Thierry de Coulon composed on 2021-08-31 05:04 (UTC-0400):
In Configure Desktop - Behaviour, one can define what
objects appear on the
desktop. There is one catch however:
More machines today use sd or micro-sd cards as mass
storage (Raspi is an
example, but my notebooks also do). If I choose to show mounted removable
media, I get my fstab mounted partitions on the desktop, and if I don't want
these, I can't get the dynamicaly mounted USB stick to show.
I doubt there is a way to make a difference between an
fstab
mounted "removable media" and a dynamicaly mounted one?
noauto
or not.
Give every removable (and non-removable) device a LABEL. For those LABELs found in
fstab, fstab will control the mounting behavior.

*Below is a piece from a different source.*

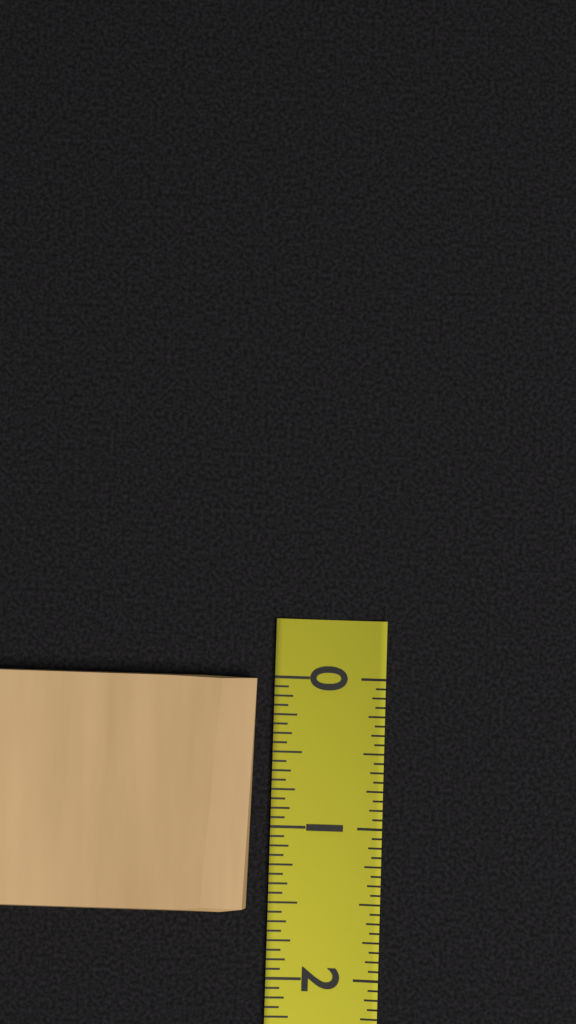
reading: 1.5625 (no unit)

LABELs are much easier for the brain to manage than are UUIDs - LABELs are readily
remembered, and flexible in length. For each LABEL on a removable device, create a
mount point where you wish to access it, and a corresponding fstab entry. Any
without fstab entries are left to be handled same as non-LABELed, automatically
mounted in /run/media/username/*, or as otherwise directed by Configure Desktop →
Behaviour.
You can have multiple devices with the same LABEL, as long as you never try to
have twins/triplets/etc mounted at the same time by LABEL. Those with duplicates
can still be mounted, just not by LABEL. LABELs are readily changeable as long as
not mounted, or not mounted by LABEL. LABELs can be changed as often as
circumstances suggest, meaning if you want to create a clone of one to another,
one can be changed, then restored after unmounting the other, or using other than
by LABEL for mounting.
I have hundreds of installations. None of their fstabs have contained UUIDs for
Linux native filesystems since more than a decade ago.
--
Evolution as taught in public schools is, like religion,
based on faith, not based on science.
Team OS/2 ** Reg. Linux User #211409 ** a11y rocks!